The susceptibility (minimum inhibitory concentration, MIC) of the confirmed E. coli isolates was tested against AMP, ciprofloxacin (CIP), nalidixic acid (NAL), gentamicin (GEN), STR, TET, florfenicol (FF), colistin (CS), SU, TM, CM, kanamycin (KAN), cefotaxime (CTX) and ceftazidime (CAZ) using the broth microdilution method (VetMIC GN-mo, ver. 4, National Veterinary Institute, Uppsala, Sweden) according to manufacturer’s instructions. E. coli type strain ATCC 29522 was used as a control.

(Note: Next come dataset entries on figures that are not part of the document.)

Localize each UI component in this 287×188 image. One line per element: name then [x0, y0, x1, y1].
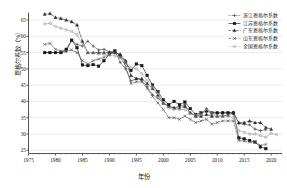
legend-marker-icon: [228, 27, 241, 34]
legend-item-2[interactable]: 广东恩格尔系数: [228, 27, 287, 35]
legend-marker-icon: [228, 35, 241, 42]
engel-coefficient-chart: 恩格尔系数（%） 253035404550556065 年份 浙江恩格尔系数江苏…: [0, 0, 287, 188]
legend-label: 广东恩格尔系数: [243, 27, 278, 34]
legend-item-3[interactable]: 山东恩格尔系数: [228, 35, 287, 43]
x-axis-title: 年份: [0, 172, 287, 181]
x-tick-label: 1980: [50, 157, 61, 163]
chart-legend: 浙江恩格尔系数江苏恩格尔系数广东恩格尔系数山东恩格尔系数全国恩格尔系数: [228, 12, 287, 50]
legend-item-1[interactable]: 江苏恩格尔系数: [228, 20, 287, 28]
y-tick-label: 60: [21, 33, 26, 39]
series-line-1: [43, 39, 267, 150]
x-tick-label: 2005: [185, 157, 196, 163]
x-tick-label: 2010: [212, 157, 223, 163]
x-tick-label: 1990: [104, 157, 115, 163]
x-tick-label: 2000: [158, 157, 169, 163]
legend-item-0[interactable]: 浙江恩格尔系数: [228, 12, 287, 20]
legend-marker-icon: [228, 20, 241, 27]
legend-label: 全国恩格尔系数: [243, 43, 278, 50]
legend-label: 浙江恩格尔系数: [243, 12, 278, 19]
x-tick-label: 2015: [239, 157, 250, 163]
x-tick-label: 2020: [266, 157, 277, 163]
legend-label: 山东恩格尔系数: [243, 35, 278, 42]
x-tick-label: 1995: [131, 157, 142, 163]
legend-marker-icon: [228, 43, 241, 50]
x-tick-label: 1975: [23, 157, 34, 163]
y-tick-label: 50: [21, 66, 26, 72]
y-tick-label: 55: [21, 50, 26, 56]
y-tick-label: 35: [21, 115, 26, 121]
y-tick-label: 65: [21, 17, 26, 23]
series-line-3: [43, 42, 267, 147]
x-tick-label: 1985: [77, 157, 88, 163]
y-tick-label: 25: [21, 147, 26, 153]
legend-item-4[interactable]: 全国恩格尔系数: [228, 42, 287, 50]
y-tick-label: 45: [21, 82, 26, 88]
legend-label: 江苏恩格尔系数: [243, 20, 278, 27]
y-tick-label: 40: [21, 98, 26, 104]
legend-marker-icon: [228, 12, 241, 19]
y-tick-label: 30: [21, 131, 26, 137]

The E. coli epidemiological cut-off values (ECOFFs), determined by the European Committee on Antimicrobial Susceptibility Testing (EUCAST, www.eucast.org), were applied to differentiate between wild type (also denoted as susceptible) and non-wild type (also denoted as resistant) populations.

Screening for the mcr-1 gene

All E. coli isolates with CS MIC ≥ 2 mg/l were screened for the presence of the mcr-1 gene, a plasmid-mediated colistin resistance conferring gene [19], at the Finnish Food Safety Authority Evira using the DTU PCR protocol [20] with some modifications as follows. PCR was performed using DreamTaq DNA-polymerase and 10 x DreamTaq buffer (Thermo Fischer Scientific, Waltham, MA, USA) and amplification of the 16S rRNA gene fragment was used as an internal control with previously described primers [21]. The cycling conditions were 94°C for 15 s, 58°C for 1 min and 72°C for 1 min, repeated 25 times. As a positive control, E. coli strain EURL 0412016126 harbouring mcr-1 was used in the assay.

Statistical analysis

SAS v.9.4 (SAS Institute Inc., NC, USA, 2012) was used for statistical processing of the data for hernia occurrence, mortality and body weight. Significant differences between antimicrobial and control treatments were tested using the Tukey-Kramer procedure. A mixed model was fitted to the data for analysis of the occurrence ratio and the size of hernias using batch as a random effect. The pen was the experimental unit and the individual animal was the sample unit for analysis of the occurrence ratio of hernias. The individual animal was the experimental unit for analysis of hernia size. Piglet mortality ratio and the ratio of piglets needing treatment for other diseases were analysed with a fixed effect one-way ANOVA model using PROC GLM. The mixed procedure was fitted to the body weight data for non-defective pigs. The experimental unit was the pen for analysis of body weights of pigs selected in three pens per batch, or the individual animal for analysis of body weights of pigs diagnosed with defects. The level of pen hygiene was analysed with a mixed model and tested to determine interactions with incidence of hernias and abscesses by Spearman rank correlation coefficients.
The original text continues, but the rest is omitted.